The youth of the world

Cadernos da Juventude became a landmark in the cultural and political history of neo-realism even though they were not read by the public, as the magazine was seized before leaving the printer and later destroyed in the courtyard of the Civil Government of Coimbra.

Joaquim Namorado noted the novelty brought by the publication: “it is in the preface to Cadernos da Juventude (...) that the coordinates of neo-realism are presented for the first time as a whole: the defense of a social art, rooted in national realities, that is realistic, anti-subjectivist, and anti-naturalist, whose ideological foundation would be modern rationalism”.

The supressed edition would, therefore, establish the programmatic identity of its authors, young university students moved by the desire to promote a culture in line with the idea of the future that motivated them and the mission that they felt was theirs, both of which went far beyond the explicit intention of Europeanization of the national mental life, as it was the expectation of a new city, one capable of instituting the satisfaction of great human designs, which characterized the demiurgical environment in which they moved.

Under this auspicious light, it seems legitimate to discern in the chosen title – a replica of Les Cahiers de la Jeunesse, which Paul Nizan and Luc Durtain directed since June 1937 – the pressing link that would unite Portuguese intellectuals under the age of thirty with the metaphorical youth of the world raised by the Russian Revolution of October 1917. It should, in fact, be pointed out that the bulletin of the Federation of Portuguese Communist Youths was given, shortly afterward, the same title.

In the published essay, novella, four poems, survey, and two drawings, we find the portrait of a cultural orientation that is sufficiently enlightened and confident to claim a place at the ideological debate, and in the Portuguese letters and arts during the decades that followed.

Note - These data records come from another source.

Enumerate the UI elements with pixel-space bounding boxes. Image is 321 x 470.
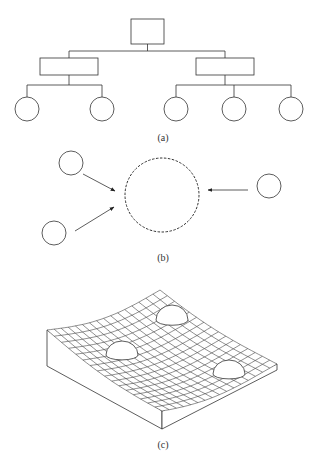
surface-diagram [47,290,277,429]
leaf-node [279,97,303,121]
leaf-node [222,97,246,121]
intermediate-node [196,58,254,75]
target-dashed-circle [125,158,199,232]
tree-diagram [15,19,303,121]
source-circle [59,151,83,175]
arrow [83,174,115,191]
root-node [131,19,164,44]
panel-label-c: (c) [157,439,168,450]
leaf-node [90,97,114,121]
figure-canvas [0,0,321,470]
panel-label-b: (b) [157,252,169,263]
source-circle [257,174,281,198]
intermediate-node [40,58,98,75]
arrow [75,207,114,231]
leaf-node [15,97,39,121]
convergence-diagram [42,151,281,245]
source-circle [42,221,66,245]
panel-label-a: (a) [157,132,168,143]
leaf-node [164,97,188,121]
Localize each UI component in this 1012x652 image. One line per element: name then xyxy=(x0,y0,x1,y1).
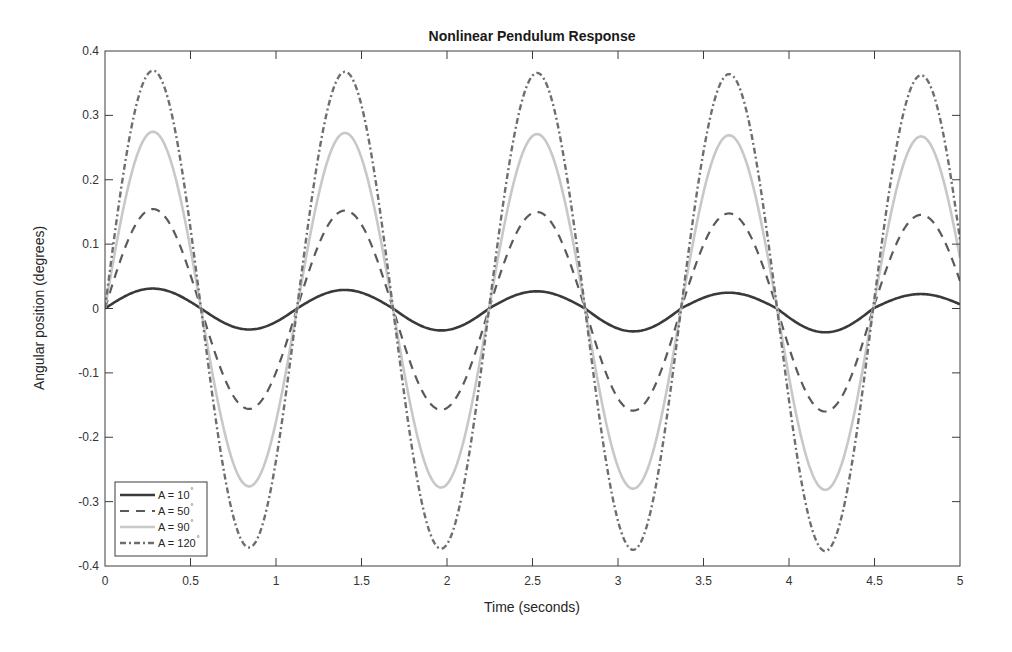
legend: A = 10°A = 50°A = 90°A = 120° xyxy=(115,482,207,556)
legend-label: A = 90 xyxy=(158,521,190,533)
y-tick-label: -0.2 xyxy=(78,430,99,444)
y-tick-label: 0.2 xyxy=(82,173,99,187)
x-tick-label: 4 xyxy=(786,574,793,588)
degree-symbol: ° xyxy=(197,535,200,542)
x-tick-label: 1.5 xyxy=(353,574,370,588)
y-tick-label: 0.1 xyxy=(82,237,99,251)
x-tick-label: 3 xyxy=(615,574,622,588)
chart-figure: Nonlinear Pendulum Response 00.511.522.5… xyxy=(0,0,1012,652)
x-tick-label: 3.5 xyxy=(695,574,712,588)
x-tick-label: 0.5 xyxy=(182,574,199,588)
legend-label: A = 10 xyxy=(158,489,190,501)
x-tick-label: 1 xyxy=(273,574,280,588)
y-axis-label: Angular position (degrees) xyxy=(31,226,47,390)
y-tick-label: -0.3 xyxy=(78,495,99,509)
x-tick-label: 2.5 xyxy=(524,574,541,588)
x-tick-label: 0 xyxy=(102,574,109,588)
degree-symbol: ° xyxy=(191,503,194,510)
line-chart: Nonlinear Pendulum Response 00.511.522.5… xyxy=(0,0,1012,652)
y-tick-label: 0 xyxy=(92,302,99,316)
x-tick-label: 2 xyxy=(444,574,451,588)
x-axis-label: Time (seconds) xyxy=(484,599,580,615)
degree-symbol: ° xyxy=(191,519,194,526)
y-tick-label: -0.4 xyxy=(78,559,99,573)
y-tick-label: 0.3 xyxy=(82,108,99,122)
y-tick-label: -0.1 xyxy=(78,366,99,380)
chart-title: Nonlinear Pendulum Response xyxy=(429,28,636,44)
legend-label: A = 50 xyxy=(158,505,190,517)
x-tick-label: 5 xyxy=(957,574,964,588)
y-tick-label: 0.4 xyxy=(82,44,99,58)
degree-symbol: ° xyxy=(191,487,194,494)
legend-label: A = 120 xyxy=(158,537,196,549)
x-tick-label: 4.5 xyxy=(866,574,883,588)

Manuel Filipe argues in favour of the mission of the politically committed intellectual and against the men of culture who supported the autonomous and free use of the spirit. Frederico Alves denounces the misery and suffering of poor peasants. Joaquim Namorado sings the vigour of daily working and factory life. Manuel da Fonseca is moved by the suffering of those who sell their body. Mário Dionísio proclaims the desire to sacrifice himself for a greater purpose. Políbio Gomes dos Santos discusses different modes of human experience and consciousness. The response to the survey on “which ideas in embryology are of most interest to today's youth”, in which Abel Salazar criticizes vitalism, viewed as archaic and metaphysical, and supports neo-positivism and characterology, is laden with the aura of a tutelary figure from the previous generation who distinguished himself by combining civic intransigence and scientific diffusion, as well as expressions of social art.

Cadernos da Juventude also represented an early summary of the organic structuring of the neo-realist movement, not only because they were published in Coimbra, which remained the centre of the new generation’s periodical activity for several decades, but above all because they brought together, in the scarce nine pieces published, which include the drawings of António José Soares and Fernando Namora, a group of authors destined to become some of the movement’s major references, hailing also from Lisbon, Alentejo, and Porto.

Today, it is obvious that the seizure of the Cadernos was an inconsequential gesture, as is typical of those who presume to have the ability to deny others’ profound enthusiasms. Those who were momentarily deprived of the opportunity to read Namorado’s, Dionísio’s, or Políbio’s texts quickly came to find their writings in periodicals such as Sol Nascente, Altitude, O Diabo and, subsequently, Vértice, and soon had at their disposal the printed works of those who had seen the inaugural collective organ consumed by the flames set in the Civil Government, in the Alta of Coimbra, a building itself condemned, a few years later, to fire and ash.

The suppression of Cadernos da Juventude failed, even within the strict limits of its seizure. Some copies – one, two, or three, to existing versions – were removed from the police operation, namely the one that made its way to the Municipal Library of Coimbra, where Carlos Santarém de Andrade took the initiative, half a century later, to publish a facsimile edition in the same printing house and using similar paper.

In the shadowy censorial backstage, another original survived, belonging to the Serviços de Censura à Imprensa, kept in the archives of Palácio Foz.

It is this specimen, in a way unpublished, that we now present, with the comfort of those who exercise the mythical justice attributed to the act of writing History. In this case, the satisfaction of finally making the Cadernos da Juventude universally accessible.